Now she’s his Girl Friday, ready with a handkerchief when Monk is forced to shake hands with somebody, and ready with the car keys when he needs to go somewhere. She’s also ready with the occasional quick idea, and even readier with an admonition when Monk’s obsessions kick into high gear.
Monk’s compulsions are both his curse, keeping his life to a rigid routine, and his blessing, focusing his keenly analytical mind on the case at hand. He has an uncanny knack for seeing things that lesser detectives don’t see, small but revealing clues that put him in the Sherlock Holmes class. On the other hand, he keeps his clothes in plastic bags, cannot resist the urge to adjust Venetian blind slats so that they are uniform, sterilizes his toothbrush daily and is compelled to touch parking-meter stanchions as he passes by. He’s afraid of germs, heights and crowds. Yeah, and he rearranges throw pillows and flosses regularly.
His nemesis — every detective whose methods are, shall we say, oddball, needs one — is Capt. Leland Stottlemeyer, who may also suffer from the some sort of mental imbalance since he often switches hats and acts as Monk’s protector. Stottlemeyer was Monk’s supervisor back when he was a cop, and although he’s won lots of medals, he’ll never be as good as Monk, and that rankles him, but not so much that he’s lost respect for his former protégé.
Naysayers were legion when the creators of “Monk” first proposed it as a network series. ABC turned the idea down two years in a row, claiming it couldn’t be cast. Others suggested that an obsessive-compulsive detective was a one-trick pony whose charm would soon wear thin. The naysayers were wrong. USA has cast “Monk” brilliantly, with Tony Shalhoub in the title role, Bitty Schram as Sharona Fleming, and Ted Levine as Stottlemeyer. Shalhoub, whom you may remember as a character actor in “Men in Black” I and II, and “Wings,” takes Monk seriously, playing him with charm and sensitivity. And he can set up a laugh while never really leading anyone, including the audience, to forget that his character’s disorder is one that haunts real people in real life. He harnesses Monk’s obsessive-compulsive problems instead of belittling them.
Remember the sobbing right-fielder in “A League of Their Own,” the one that Tom Hanks’ character told there’s “no crying in baseball?” That was Bitty Schram, who plays Sharona. She’s been working ever since, in TV series such as “Felicity” and “Roswell,” and in movies such as “Marvin’s Room” and “One Fine Day.” She’s just what the doctor ordered for her role in “Monk,” adding a strong dose of reality when Monk wanders afield and the precise flip attitude toward his foibles.
Levine (Buffalo Bill in “Silence of the Lambs”) has one rationale only as Stottlemeyer: playing foil to Monk, and he does it with flair and purpose.
“Monk” has legs. The point was made eloquently when Disney, which produces “Monk” and owns ABC, repurposed it for a month to keep ABC’s ratings from completely tanking over the summer. It worked. So don’t be surprised if this gem of a series makes its way back to ABC’s primetime schedule again. S
New episodes of “Monk” debut on the USA Network Friday nights at 10 p.m. with repeats scheduled at various times each week.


--- Task brief ---
Return the following data exactly, with all pictures left out.

[Stored data]
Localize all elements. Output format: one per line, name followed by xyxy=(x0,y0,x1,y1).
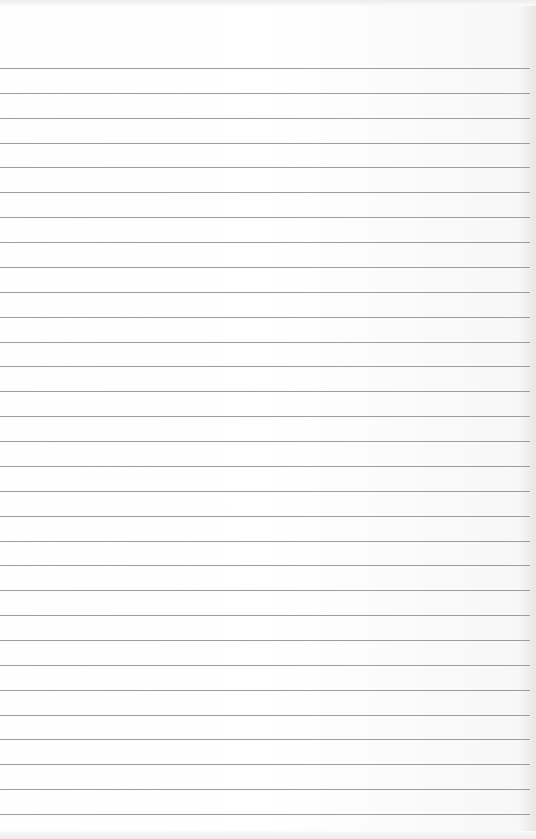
ruled-line xyxy=(0,317,530,318)
ruled-line xyxy=(0,391,530,392)
ruled-line xyxy=(0,93,530,94)
ruled-line xyxy=(0,541,530,542)
ruled-line xyxy=(0,416,530,417)
ruled-line xyxy=(0,242,530,243)
ruled-line xyxy=(0,267,530,268)
ruled-line xyxy=(0,167,530,168)
ruled-line xyxy=(0,192,530,193)
ruled-line xyxy=(0,715,530,716)
ruled-line xyxy=(0,665,530,666)
ruled-line xyxy=(0,118,530,119)
ruled-line xyxy=(0,789,530,790)
ruled-line xyxy=(0,292,530,293)
lined-paper-sheet xyxy=(0,0,536,839)
ruled-line xyxy=(0,640,530,641)
ruled-line xyxy=(0,814,530,815)
ruled-line xyxy=(0,466,530,467)
bottom-edge-shadow xyxy=(0,831,536,839)
ruled-line xyxy=(0,143,530,144)
ruled-line xyxy=(0,565,530,566)
ruled-line xyxy=(0,342,530,343)
ruled-line xyxy=(0,217,530,218)
ruled-line xyxy=(0,68,530,69)
ruled-line xyxy=(0,441,530,442)
ruled-line xyxy=(0,615,530,616)
ruled-line xyxy=(0,690,530,691)
ruled-line xyxy=(0,516,530,517)
ruled-line xyxy=(0,764,530,765)
ruled-line xyxy=(0,739,530,740)
ruled-line xyxy=(0,590,530,591)
ruled-line xyxy=(0,366,530,367)
top-edge-shadow xyxy=(0,0,536,6)
ruled-line xyxy=(0,491,530,492)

--- Finished task ---
Localize all elements. Output format: one per line, name followed by xyxy=(x0,y0,x1,y1).
ruled-line xyxy=(0,317,530,318)
ruled-line xyxy=(0,391,530,392)
ruled-line xyxy=(0,93,530,94)
ruled-line xyxy=(0,541,530,542)
ruled-line xyxy=(0,416,530,417)
ruled-line xyxy=(0,242,530,243)
ruled-line xyxy=(0,267,530,268)
ruled-line xyxy=(0,167,530,168)
ruled-line xyxy=(0,192,530,193)
ruled-line xyxy=(0,715,530,716)
ruled-line xyxy=(0,665,530,666)
ruled-line xyxy=(0,118,530,119)
ruled-line xyxy=(0,789,530,790)
ruled-line xyxy=(0,292,530,293)
lined-paper-sheet xyxy=(0,0,536,839)
ruled-line xyxy=(0,640,530,641)
ruled-line xyxy=(0,814,530,815)
ruled-line xyxy=(0,466,530,467)
bottom-edge-shadow xyxy=(0,831,536,839)
ruled-line xyxy=(0,143,530,144)
ruled-line xyxy=(0,565,530,566)
ruled-line xyxy=(0,342,530,343)
ruled-line xyxy=(0,217,530,218)
ruled-line xyxy=(0,68,530,69)
ruled-line xyxy=(0,441,530,442)
ruled-line xyxy=(0,615,530,616)
ruled-line xyxy=(0,690,530,691)
ruled-line xyxy=(0,516,530,517)
ruled-line xyxy=(0,764,530,765)
ruled-line xyxy=(0,739,530,740)
ruled-line xyxy=(0,590,530,591)
ruled-line xyxy=(0,366,530,367)
top-edge-shadow xyxy=(0,0,536,6)
ruled-line xyxy=(0,491,530,492)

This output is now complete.